Short Stories, Irish literature, Classics, Modern Fiction, Contemporary Literary Fiction, The Japanese Novel, Post Colonial Asian Fiction, The Legacy of the Austro-Hungarian Empire and quality Historical Novels are Among my Interests








Sunday, March 3, 2024

"Midsummer" - A Short Story by Nancy Hale - first published in 1934 - Included with WHERE THE LIGHT FALLS: SELECTED STORIES OF NANCY HALE Introduction and volume compilation copyright 2019 introduction by Lauren Groff

Born: May 6, 1908 - Boston, Massachusetts 

Died: Sept 24,1988 Charlottesville, Virginia 

My first encounter with the work of Nancy Hale was over three years ago.

There are 25 stories in The Selected Short Stories of Nancy Hale. It is my hope to post upon each one.

Today's story, "Midsummer" centers on the romance of an affluent 16 year old  girl with the man who takes care of the family horses and gives riding lessons.  It is about class conflicts, loneliness, Irish immigrants, parenting lacks presented in Hale's exquisite prose. It is set in New England.


"Victoria Jesse was sixteen that sultry summer. She lived on White Hill in her parents’ Italian villa with the blue tile roof, so gruesomely out of place in the New England landscape. Her parents were in France, but the servants and old Nana were in the house and the garden was kept up by the disagreeable gardener, always on his knees by the rose bushes, which dropped thick petals on the turf. The water in the cement swimming pool was soup-warm and dappled with tiny leaves from the privet bushes around. The tennis court was as hard and white as marble, and the white iron benches drawn up around its edge were so hot all day that they could not be sat upon. The Venetian blinds in the house were kept drawn, and the rooms were dim and still, with faint sweat upon the silver candlesticks and the pale marble of the hall floor."

I will leave the plot for first time readers to discover.


1 comment:

Buried In Print said...

You've been so careful to avoid spoilers, but I can still say, without spoiling, that I thought it was remarkable how Hale explores lust and longing with a 16YO young woman so astutely and boldly, in, what the 1930s? And, as always, she captures class and privilege with a sharp gaze too. I'm so glad you encouraged me to buy her stories: they are truly remarkable.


GOAL OF THE EXERCISE: Filter the entries for the string "Type". Copy each line that has it.

Component data from apps and pages:
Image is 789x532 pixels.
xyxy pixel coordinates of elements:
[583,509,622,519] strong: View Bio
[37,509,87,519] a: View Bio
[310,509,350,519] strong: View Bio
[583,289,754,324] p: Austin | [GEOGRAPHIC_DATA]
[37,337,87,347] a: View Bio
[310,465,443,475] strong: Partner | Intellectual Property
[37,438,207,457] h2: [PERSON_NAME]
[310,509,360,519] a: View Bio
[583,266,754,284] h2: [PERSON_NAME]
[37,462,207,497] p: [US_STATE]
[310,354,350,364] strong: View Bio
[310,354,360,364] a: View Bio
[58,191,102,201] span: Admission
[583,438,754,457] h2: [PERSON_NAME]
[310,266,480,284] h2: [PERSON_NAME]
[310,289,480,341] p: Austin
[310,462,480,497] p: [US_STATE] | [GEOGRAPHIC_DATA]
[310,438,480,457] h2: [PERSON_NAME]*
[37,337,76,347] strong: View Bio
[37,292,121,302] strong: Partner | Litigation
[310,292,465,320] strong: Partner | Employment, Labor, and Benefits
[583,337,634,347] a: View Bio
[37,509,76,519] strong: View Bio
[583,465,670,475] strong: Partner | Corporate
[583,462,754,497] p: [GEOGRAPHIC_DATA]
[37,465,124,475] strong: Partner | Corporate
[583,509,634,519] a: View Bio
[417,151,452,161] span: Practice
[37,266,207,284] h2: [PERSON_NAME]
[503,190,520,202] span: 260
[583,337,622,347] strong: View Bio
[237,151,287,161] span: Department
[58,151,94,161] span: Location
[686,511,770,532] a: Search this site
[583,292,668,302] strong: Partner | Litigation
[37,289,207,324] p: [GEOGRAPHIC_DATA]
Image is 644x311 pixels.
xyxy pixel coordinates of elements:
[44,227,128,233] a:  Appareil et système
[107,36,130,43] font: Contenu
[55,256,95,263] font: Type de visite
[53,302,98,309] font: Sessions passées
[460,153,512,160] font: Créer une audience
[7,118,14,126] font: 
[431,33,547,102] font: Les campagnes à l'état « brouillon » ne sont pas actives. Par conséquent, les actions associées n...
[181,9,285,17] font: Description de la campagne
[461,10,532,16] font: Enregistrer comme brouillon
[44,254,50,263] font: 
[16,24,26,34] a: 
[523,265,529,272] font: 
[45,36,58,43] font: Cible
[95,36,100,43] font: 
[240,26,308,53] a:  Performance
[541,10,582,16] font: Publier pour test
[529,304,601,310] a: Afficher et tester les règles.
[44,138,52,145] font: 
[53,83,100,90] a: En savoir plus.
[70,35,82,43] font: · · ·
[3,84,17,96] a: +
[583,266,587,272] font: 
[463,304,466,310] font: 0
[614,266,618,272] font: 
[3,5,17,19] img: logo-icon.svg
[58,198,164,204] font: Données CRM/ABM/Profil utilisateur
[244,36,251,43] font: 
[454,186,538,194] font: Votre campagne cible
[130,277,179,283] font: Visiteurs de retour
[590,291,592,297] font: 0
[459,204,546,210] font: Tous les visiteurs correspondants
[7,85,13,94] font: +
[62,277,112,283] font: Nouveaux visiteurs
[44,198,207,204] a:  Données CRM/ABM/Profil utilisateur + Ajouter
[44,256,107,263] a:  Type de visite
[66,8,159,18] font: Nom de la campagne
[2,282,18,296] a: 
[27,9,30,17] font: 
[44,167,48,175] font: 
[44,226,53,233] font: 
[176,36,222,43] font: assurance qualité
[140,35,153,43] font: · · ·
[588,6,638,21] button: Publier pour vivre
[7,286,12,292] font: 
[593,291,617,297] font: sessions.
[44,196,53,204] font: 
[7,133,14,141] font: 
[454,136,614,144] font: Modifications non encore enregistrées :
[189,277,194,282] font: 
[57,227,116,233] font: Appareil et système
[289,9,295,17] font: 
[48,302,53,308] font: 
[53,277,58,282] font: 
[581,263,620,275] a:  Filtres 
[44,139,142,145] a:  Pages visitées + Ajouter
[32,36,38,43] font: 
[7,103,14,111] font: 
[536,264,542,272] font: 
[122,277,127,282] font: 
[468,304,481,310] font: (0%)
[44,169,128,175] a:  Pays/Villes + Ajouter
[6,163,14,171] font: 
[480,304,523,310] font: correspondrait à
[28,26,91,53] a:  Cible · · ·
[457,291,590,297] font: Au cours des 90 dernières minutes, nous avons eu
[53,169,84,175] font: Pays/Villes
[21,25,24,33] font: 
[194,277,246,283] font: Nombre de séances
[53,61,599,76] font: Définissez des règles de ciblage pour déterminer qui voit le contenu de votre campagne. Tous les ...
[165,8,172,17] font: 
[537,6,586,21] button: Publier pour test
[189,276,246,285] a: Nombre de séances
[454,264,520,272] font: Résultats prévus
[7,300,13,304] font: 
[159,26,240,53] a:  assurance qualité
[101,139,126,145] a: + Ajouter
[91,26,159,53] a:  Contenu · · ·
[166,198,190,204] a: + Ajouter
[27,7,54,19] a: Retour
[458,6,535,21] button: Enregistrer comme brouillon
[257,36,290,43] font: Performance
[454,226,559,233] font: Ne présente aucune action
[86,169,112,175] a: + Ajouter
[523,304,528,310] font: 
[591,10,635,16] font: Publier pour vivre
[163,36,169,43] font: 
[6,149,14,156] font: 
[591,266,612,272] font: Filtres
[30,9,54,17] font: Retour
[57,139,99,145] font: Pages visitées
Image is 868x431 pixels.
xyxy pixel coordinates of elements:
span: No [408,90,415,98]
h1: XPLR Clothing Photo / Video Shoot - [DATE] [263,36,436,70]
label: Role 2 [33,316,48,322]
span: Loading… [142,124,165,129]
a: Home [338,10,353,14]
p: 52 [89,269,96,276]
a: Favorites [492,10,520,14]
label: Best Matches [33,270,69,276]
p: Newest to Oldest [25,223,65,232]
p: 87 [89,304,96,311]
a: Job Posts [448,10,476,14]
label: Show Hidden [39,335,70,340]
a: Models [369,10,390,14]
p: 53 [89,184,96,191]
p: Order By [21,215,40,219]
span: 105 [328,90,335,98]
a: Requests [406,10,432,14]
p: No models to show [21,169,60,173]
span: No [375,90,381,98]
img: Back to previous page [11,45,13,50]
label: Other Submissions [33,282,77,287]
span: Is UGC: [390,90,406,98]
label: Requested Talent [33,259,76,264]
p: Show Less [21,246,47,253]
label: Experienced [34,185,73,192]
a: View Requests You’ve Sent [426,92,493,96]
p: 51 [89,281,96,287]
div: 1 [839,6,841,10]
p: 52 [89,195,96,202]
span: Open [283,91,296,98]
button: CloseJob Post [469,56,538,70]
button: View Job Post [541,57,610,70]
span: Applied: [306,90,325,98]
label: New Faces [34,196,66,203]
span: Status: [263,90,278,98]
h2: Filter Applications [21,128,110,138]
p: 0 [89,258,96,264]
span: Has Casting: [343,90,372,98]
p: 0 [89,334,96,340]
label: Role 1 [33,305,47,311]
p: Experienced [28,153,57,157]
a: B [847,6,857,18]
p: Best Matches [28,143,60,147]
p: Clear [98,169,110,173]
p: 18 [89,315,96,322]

ANSWER SECTION:
[55,256,95,263] font: Type de visite
[44,256,107,263] a:  Type de visite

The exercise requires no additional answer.